Before the likes of James Rodríguez, Falcao, Carlos Valderrama, Freddy Rincón, and Faustino Asprilla, there was Willington Ortiz. Born Willington José Ortiz Palacio on 26th March 1952 in Tumaco, Colombia, played scored 12 goals in 49 appearances for the Colombia national team and scored over 200 goals in his club career. He was also one of the greatest Colombian players never to appear in at FIFA World Cup.
Infobae wrote a piece for his 70th birthday in March:
My dad tells me, because I couldn’t see him play, that the best thing was to watch him run and score a goal without stopping the race. He was very good at it, he also managed both profiles, so he could easily attack from both sides of the field. His curly hair stood out from the heads of the other players. It was the fastest pile of hair in Colombia. He was the host of the national team for almost the entire decade of the 70s and one of the leading players in the sport on the continent.
When I was about to finish school, Caracol Radio was raffling the two volumes of the History of the Colombian National Team, written by Guillermo Ruíz Bonilla, and my dad won one of the games. He gave me the encyclopedia and I threw myself into it as a good football player. In volume 1 I found a text written by Willington Ortiz, with his photograph at the top, in which he narrated his memoirs with the national team. “I made my debut in that remembered team that wore the sapote shirt at the Munich Olympics in 1972. Colombia shared a group with Poland, in the end Gold Medal, East Germany, Bronze Medal, and the Ghanaian team. In front of the teams behind the iron curtain, we received two goals. Against Ghanaians we won by 3 – 1 (…) After that first experience I was demonstrating my great quality in the national rental, playing for Millionarios. For these great performances I was called by Yugoslav Todor Veselinovic to form the group that would be in the 1974 German Qualifiers. That June 5, 1975 would change history by being the author of the goal with which the national team beat Uruguay at the Centenario stadium in Montevideo, being the first time that the “charruas” lost as locals in history, an achievement that few remember today. People don’t remember it much because there was no television at that time. It was an important goal because we beat a very strong Uruguay that had not lost for years. The play was started by Ernesto Díaz, with whom we made a wall, returning the ball to the space, he alludes to the score and throws the center; I played as a point starting from behind, I entered from the right side and I put the ball to the goalkeeper on the left side and he enters flush. That’s how we won the game. The joy was great for the whole team at the end of the match (…). I always gave my best to the National Team, because Colombia deserved its players to give everything.”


▸ EXERCISE DESCRIPTION:
This task calls for copying every line in the data below that contains the word "coordinates".

Top of RAW DATA

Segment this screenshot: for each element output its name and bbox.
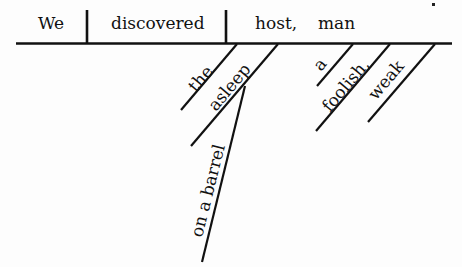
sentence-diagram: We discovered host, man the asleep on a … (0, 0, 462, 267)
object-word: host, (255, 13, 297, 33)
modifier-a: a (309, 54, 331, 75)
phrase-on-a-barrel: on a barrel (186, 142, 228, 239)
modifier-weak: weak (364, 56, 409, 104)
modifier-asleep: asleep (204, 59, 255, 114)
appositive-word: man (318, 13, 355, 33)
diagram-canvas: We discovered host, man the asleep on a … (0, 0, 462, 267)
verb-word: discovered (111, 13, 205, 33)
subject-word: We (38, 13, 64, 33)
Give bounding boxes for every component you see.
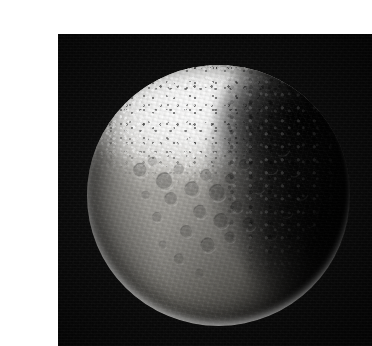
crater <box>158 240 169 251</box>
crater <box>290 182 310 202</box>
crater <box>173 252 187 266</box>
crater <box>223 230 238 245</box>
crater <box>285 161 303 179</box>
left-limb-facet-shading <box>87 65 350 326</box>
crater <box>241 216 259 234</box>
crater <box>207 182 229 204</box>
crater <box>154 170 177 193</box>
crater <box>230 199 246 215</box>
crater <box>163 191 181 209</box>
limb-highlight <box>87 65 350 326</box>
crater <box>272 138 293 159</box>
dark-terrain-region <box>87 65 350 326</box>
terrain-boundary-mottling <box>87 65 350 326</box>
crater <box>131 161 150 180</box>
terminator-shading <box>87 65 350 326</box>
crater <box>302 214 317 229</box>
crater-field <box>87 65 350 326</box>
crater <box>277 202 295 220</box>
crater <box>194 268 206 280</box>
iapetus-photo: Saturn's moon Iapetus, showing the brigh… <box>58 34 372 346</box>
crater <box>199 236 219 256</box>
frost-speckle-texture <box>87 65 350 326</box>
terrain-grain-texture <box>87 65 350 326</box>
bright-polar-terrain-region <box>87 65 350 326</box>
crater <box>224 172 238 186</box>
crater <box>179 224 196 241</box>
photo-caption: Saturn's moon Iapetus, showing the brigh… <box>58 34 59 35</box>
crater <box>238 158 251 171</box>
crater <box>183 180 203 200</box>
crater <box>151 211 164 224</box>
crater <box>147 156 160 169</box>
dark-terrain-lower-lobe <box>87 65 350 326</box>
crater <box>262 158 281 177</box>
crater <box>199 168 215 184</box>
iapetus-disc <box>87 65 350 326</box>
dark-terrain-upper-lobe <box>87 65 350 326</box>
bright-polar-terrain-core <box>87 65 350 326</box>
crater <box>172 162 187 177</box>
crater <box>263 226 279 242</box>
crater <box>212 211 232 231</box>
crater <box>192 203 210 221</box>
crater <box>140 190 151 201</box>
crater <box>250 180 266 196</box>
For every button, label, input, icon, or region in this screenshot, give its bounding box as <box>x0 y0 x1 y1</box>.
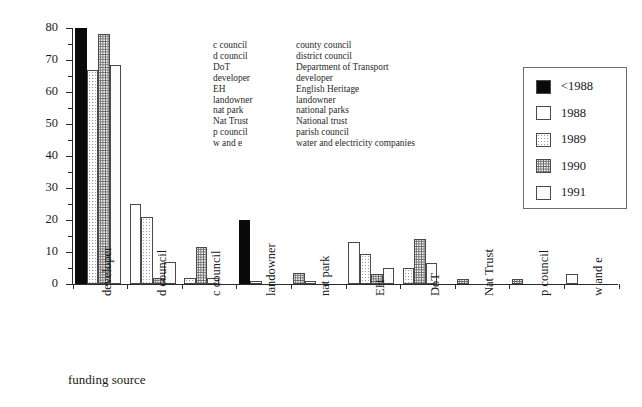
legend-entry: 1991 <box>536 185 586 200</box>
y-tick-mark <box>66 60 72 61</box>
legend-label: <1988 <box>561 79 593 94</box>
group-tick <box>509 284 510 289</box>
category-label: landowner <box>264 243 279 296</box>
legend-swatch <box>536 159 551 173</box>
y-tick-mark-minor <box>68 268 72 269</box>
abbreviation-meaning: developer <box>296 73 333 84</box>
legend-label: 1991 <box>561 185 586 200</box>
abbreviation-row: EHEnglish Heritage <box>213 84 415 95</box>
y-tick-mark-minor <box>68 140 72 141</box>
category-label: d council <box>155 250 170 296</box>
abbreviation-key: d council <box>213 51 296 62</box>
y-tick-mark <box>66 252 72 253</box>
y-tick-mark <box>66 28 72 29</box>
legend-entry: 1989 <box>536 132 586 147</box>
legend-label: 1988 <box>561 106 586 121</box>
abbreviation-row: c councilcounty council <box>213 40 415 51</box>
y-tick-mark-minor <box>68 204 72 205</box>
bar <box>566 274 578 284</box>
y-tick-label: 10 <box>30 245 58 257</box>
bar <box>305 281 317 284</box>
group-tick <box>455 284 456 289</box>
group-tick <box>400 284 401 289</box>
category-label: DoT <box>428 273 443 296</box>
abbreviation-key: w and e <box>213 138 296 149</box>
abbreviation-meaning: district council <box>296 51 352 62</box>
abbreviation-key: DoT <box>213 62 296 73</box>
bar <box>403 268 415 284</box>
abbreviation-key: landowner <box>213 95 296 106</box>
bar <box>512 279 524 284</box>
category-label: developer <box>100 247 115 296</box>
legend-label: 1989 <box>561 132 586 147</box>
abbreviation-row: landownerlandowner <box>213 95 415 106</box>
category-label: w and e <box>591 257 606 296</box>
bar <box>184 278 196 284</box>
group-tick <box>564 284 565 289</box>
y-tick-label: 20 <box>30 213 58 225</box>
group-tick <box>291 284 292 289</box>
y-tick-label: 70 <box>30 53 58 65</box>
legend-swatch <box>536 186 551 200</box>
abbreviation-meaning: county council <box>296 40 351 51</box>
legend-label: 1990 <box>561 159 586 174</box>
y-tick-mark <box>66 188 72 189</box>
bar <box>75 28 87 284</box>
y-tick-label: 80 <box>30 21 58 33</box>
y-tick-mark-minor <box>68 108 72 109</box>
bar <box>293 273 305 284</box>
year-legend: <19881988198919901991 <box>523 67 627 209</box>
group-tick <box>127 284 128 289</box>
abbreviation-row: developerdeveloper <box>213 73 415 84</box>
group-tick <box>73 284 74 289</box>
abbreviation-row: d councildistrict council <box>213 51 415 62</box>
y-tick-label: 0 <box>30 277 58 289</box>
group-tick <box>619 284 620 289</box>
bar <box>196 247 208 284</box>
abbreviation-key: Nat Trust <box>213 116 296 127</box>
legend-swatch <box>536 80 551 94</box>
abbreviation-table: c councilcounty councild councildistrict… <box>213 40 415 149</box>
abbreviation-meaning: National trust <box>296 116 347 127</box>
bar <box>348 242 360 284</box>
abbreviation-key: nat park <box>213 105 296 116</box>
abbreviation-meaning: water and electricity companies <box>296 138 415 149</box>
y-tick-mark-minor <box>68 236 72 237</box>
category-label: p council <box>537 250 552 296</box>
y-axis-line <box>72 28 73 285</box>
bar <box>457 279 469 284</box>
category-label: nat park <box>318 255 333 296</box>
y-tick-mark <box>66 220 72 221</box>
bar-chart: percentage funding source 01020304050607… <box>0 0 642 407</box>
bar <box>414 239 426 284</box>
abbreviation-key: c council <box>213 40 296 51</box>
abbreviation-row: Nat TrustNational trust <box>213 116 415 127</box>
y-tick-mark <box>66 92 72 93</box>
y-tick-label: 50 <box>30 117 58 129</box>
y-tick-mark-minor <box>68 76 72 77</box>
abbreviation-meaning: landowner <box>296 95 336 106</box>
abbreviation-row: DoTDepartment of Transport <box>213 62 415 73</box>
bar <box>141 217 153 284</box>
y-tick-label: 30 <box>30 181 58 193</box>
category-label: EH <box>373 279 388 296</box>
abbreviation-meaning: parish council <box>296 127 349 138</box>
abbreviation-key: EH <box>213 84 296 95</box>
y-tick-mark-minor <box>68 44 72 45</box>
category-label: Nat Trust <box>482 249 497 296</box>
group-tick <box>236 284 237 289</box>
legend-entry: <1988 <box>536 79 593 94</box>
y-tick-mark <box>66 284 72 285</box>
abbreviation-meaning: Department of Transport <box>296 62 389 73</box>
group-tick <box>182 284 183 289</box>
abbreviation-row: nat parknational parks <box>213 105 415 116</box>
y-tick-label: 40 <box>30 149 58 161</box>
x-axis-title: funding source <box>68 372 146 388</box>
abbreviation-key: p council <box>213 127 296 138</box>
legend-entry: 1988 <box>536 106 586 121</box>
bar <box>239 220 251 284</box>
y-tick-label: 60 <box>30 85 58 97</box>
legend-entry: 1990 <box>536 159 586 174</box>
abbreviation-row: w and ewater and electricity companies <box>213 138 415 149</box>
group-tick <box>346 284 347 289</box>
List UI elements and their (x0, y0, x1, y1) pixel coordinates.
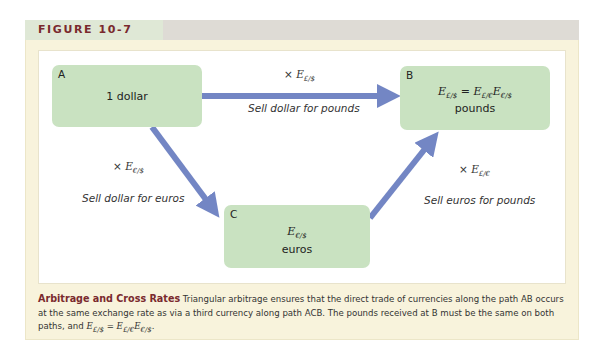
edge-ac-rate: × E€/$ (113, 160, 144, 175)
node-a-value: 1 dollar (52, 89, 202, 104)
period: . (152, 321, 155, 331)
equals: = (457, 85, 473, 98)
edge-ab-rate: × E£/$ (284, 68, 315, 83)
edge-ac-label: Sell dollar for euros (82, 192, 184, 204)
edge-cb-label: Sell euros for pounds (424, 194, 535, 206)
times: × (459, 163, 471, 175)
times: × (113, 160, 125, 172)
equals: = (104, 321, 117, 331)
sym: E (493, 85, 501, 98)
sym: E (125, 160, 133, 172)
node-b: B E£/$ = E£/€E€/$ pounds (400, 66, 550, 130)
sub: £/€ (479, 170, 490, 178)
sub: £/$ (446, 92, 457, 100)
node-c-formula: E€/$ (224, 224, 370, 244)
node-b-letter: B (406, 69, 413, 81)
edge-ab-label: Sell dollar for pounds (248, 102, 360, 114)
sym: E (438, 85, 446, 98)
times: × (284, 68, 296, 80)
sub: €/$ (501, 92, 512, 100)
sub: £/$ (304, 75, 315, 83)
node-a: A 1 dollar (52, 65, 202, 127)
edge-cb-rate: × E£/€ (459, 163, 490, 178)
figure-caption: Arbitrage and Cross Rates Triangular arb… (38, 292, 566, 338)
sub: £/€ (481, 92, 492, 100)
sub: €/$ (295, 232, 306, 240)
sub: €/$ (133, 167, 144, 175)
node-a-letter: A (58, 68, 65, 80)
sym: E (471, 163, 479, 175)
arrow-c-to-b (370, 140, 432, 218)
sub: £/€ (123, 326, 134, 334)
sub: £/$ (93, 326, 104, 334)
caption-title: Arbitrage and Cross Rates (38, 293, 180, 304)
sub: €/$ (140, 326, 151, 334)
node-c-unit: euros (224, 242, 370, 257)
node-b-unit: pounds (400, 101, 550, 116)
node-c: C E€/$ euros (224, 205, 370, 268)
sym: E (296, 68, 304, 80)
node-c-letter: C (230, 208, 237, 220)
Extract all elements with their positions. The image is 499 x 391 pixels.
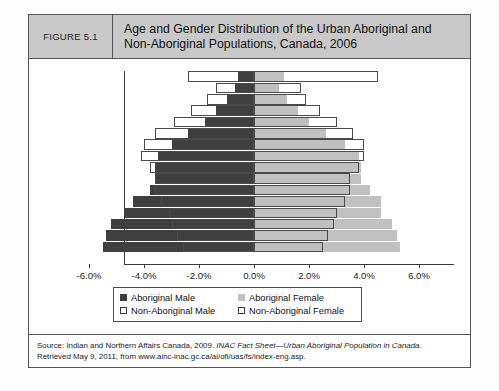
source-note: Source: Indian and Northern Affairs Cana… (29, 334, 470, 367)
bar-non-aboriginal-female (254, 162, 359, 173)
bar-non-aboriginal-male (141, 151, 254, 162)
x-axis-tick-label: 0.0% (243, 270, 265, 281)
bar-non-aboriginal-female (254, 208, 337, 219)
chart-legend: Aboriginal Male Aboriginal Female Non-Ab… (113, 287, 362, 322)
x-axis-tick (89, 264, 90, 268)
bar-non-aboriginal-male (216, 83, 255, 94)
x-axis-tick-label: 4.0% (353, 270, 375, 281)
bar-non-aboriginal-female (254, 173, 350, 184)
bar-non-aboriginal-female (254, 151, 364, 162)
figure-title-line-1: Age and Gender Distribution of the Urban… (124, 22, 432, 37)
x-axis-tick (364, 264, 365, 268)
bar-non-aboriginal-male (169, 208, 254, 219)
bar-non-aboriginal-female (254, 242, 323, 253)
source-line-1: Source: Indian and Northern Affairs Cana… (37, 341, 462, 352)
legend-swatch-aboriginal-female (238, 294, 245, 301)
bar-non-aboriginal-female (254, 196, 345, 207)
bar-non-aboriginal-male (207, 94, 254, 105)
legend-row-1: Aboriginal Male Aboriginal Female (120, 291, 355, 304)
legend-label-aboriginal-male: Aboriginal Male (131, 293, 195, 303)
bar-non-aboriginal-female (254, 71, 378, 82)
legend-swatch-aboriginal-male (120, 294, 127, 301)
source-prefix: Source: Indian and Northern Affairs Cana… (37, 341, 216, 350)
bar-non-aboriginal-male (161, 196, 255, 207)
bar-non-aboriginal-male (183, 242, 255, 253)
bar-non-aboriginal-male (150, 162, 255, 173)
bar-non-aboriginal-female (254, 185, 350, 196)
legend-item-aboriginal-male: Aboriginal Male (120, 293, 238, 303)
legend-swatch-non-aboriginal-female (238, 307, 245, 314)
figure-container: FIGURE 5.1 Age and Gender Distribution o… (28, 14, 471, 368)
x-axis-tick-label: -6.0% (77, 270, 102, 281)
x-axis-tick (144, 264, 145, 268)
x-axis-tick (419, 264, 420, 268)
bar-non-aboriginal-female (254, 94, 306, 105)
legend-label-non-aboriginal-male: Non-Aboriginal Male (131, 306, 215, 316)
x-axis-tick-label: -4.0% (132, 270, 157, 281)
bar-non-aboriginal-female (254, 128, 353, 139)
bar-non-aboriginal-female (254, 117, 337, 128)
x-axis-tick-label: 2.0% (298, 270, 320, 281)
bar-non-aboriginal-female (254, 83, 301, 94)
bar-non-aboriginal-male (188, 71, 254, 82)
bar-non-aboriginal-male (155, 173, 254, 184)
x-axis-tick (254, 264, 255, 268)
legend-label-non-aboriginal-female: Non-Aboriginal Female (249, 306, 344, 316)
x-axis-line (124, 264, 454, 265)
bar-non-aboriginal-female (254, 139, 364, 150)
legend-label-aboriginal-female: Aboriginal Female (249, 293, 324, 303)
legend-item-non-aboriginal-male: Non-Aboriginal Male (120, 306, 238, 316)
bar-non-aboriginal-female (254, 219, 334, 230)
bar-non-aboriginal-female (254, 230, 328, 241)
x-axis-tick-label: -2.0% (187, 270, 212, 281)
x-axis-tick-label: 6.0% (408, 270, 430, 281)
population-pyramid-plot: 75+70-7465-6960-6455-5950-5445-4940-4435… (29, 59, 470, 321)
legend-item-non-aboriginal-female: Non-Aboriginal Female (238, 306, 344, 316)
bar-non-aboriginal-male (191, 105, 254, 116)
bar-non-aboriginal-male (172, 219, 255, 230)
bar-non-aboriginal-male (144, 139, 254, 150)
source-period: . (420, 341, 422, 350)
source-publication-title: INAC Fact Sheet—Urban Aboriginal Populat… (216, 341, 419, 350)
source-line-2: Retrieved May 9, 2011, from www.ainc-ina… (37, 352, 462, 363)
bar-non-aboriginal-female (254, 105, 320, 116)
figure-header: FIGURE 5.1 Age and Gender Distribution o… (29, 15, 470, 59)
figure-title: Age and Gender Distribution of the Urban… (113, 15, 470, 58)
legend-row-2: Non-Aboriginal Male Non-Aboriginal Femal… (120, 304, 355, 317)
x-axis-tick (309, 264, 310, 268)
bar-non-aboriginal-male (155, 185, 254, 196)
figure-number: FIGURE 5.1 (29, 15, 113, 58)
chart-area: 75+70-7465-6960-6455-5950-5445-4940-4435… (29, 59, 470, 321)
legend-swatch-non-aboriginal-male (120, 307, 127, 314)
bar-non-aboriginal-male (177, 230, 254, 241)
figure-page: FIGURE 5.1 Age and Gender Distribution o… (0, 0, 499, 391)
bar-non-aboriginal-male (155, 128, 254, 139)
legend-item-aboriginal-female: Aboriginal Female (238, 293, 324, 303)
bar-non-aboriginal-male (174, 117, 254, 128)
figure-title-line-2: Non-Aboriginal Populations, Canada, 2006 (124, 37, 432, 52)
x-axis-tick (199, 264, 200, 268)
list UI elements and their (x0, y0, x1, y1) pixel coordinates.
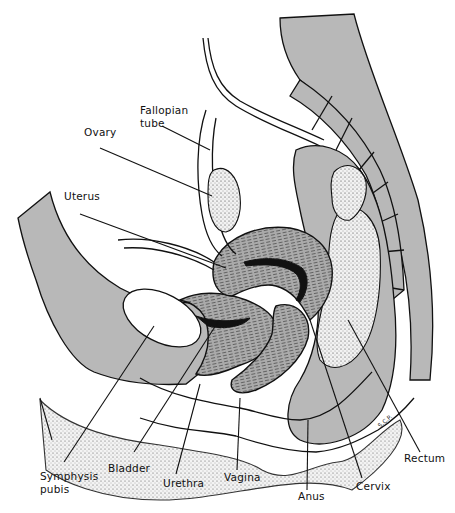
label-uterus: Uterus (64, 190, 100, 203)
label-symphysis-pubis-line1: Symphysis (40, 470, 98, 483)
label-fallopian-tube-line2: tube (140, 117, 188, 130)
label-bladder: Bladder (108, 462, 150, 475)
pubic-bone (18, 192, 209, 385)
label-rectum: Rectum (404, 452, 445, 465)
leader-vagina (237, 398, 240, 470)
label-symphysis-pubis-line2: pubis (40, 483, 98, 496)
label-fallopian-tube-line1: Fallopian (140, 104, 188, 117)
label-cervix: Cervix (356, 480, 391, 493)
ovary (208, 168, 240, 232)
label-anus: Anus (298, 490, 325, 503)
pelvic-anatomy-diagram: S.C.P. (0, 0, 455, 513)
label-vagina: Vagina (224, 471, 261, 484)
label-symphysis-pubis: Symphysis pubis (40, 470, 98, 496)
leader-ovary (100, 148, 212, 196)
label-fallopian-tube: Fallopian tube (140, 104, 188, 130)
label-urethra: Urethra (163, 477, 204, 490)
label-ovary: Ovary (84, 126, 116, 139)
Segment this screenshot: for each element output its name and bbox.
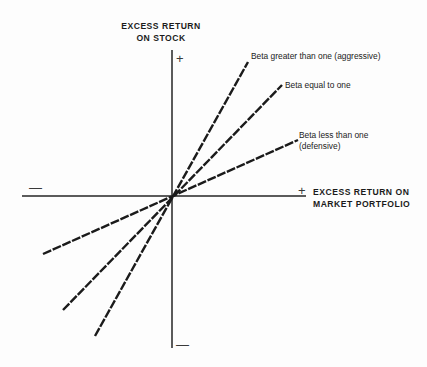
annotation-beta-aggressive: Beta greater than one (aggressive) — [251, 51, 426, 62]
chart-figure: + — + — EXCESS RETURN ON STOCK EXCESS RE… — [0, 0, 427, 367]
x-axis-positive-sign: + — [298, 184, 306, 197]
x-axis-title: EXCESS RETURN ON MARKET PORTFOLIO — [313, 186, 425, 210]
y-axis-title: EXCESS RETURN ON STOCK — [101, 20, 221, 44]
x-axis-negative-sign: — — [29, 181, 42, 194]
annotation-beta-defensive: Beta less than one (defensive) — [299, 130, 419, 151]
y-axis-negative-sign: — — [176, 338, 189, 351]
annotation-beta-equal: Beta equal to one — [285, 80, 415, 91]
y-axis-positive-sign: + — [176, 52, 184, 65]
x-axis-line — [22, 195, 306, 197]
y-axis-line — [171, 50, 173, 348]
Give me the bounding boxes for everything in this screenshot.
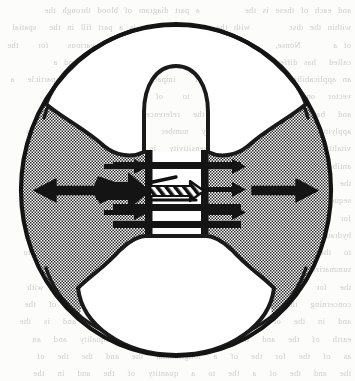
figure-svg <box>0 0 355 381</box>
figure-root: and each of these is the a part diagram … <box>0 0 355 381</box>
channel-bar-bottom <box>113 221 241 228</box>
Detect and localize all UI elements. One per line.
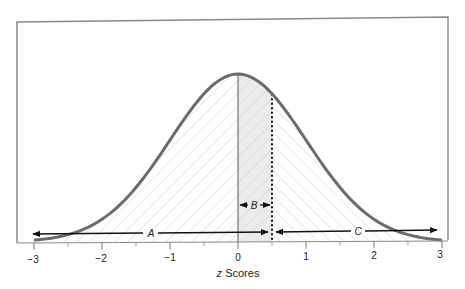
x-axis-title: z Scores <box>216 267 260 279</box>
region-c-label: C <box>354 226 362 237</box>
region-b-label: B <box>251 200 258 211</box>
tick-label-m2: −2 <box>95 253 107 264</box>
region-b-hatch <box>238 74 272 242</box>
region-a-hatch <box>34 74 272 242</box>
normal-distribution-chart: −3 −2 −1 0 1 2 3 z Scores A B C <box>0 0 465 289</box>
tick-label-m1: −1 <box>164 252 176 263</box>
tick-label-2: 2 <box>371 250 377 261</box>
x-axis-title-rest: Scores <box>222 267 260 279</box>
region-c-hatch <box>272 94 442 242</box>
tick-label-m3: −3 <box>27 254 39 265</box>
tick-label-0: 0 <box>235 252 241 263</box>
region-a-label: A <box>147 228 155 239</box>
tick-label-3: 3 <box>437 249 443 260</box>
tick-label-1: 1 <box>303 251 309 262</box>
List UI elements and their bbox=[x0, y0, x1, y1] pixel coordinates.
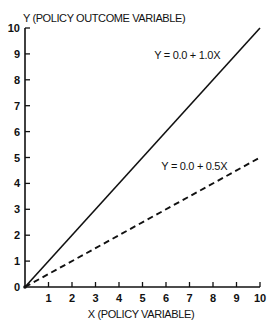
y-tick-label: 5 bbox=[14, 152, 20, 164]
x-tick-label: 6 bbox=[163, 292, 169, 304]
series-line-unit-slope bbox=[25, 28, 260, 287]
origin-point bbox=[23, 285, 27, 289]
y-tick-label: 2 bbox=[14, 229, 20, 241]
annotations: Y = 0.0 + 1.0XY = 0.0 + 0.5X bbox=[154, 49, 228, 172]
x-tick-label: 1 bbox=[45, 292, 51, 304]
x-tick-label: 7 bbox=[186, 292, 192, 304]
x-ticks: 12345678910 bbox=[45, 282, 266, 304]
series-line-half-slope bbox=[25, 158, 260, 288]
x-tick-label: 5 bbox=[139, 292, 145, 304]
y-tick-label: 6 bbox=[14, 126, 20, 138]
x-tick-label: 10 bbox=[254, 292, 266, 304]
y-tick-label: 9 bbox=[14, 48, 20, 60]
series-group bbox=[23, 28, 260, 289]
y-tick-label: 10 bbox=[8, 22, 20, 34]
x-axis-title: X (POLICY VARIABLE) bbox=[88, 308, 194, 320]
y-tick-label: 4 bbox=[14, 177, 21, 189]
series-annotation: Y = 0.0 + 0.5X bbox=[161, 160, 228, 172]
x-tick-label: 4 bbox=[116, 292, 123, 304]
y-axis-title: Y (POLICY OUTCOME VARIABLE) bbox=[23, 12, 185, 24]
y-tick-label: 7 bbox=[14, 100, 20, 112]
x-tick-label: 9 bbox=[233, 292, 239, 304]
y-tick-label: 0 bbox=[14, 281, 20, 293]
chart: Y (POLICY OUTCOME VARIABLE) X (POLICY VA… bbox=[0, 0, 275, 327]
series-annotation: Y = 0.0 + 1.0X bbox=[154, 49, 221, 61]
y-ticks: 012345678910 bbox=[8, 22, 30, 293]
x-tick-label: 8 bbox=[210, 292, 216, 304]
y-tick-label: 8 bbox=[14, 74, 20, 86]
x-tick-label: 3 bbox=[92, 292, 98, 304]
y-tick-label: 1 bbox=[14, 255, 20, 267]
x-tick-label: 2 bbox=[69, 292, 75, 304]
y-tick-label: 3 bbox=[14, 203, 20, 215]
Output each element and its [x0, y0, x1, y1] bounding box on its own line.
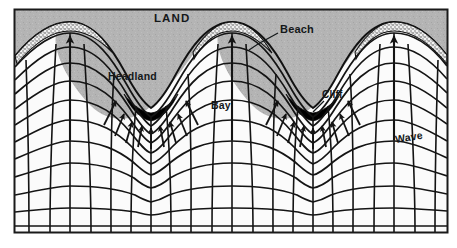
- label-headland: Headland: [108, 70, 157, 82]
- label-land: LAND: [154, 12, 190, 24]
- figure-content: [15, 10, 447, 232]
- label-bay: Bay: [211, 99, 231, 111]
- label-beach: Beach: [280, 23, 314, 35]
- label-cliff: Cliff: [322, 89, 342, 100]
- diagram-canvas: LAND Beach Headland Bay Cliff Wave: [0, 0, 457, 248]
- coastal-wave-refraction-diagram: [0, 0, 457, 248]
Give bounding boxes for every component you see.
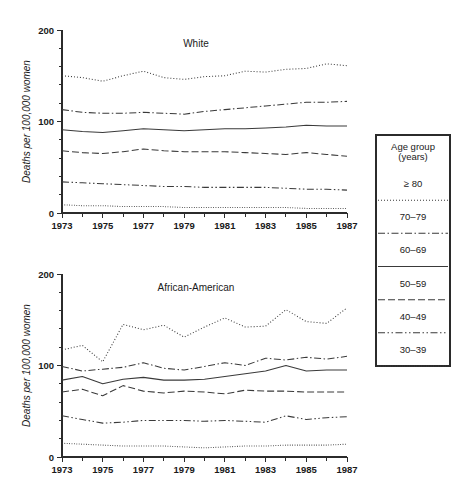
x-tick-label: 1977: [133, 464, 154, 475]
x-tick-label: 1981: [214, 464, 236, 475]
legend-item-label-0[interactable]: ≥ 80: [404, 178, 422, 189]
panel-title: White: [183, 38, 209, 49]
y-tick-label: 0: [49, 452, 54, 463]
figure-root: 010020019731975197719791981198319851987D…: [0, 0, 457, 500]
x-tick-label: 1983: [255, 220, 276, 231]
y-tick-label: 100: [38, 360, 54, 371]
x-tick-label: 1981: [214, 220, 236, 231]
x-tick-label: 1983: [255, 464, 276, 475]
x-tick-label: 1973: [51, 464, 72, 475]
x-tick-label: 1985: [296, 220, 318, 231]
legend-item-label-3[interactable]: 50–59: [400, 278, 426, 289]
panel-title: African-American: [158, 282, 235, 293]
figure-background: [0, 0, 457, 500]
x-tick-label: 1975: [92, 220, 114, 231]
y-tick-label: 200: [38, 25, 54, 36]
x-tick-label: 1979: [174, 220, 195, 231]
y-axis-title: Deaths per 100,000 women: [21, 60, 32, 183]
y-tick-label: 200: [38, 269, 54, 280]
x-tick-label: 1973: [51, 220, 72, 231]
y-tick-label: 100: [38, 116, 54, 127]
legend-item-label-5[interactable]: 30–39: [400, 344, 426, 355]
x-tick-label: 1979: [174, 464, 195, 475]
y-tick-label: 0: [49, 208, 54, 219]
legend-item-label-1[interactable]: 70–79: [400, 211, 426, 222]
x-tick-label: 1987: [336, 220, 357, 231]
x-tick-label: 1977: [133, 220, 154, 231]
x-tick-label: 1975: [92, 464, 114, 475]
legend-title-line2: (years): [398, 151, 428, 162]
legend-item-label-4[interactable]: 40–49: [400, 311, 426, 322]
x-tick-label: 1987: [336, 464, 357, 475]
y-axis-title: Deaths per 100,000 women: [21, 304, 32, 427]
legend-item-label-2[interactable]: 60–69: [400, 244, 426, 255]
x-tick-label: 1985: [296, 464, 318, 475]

Bottom of RAW DATA

▸ THE ANSWER:
List UI elements and their (x0, y0, x1, y1) pixel coordinates.
list UI elements and their (x0, y0, x1, y1) pixel coordinates.
List UI elements and their bbox=[x0, y0, x1, y1] pixel coordinates.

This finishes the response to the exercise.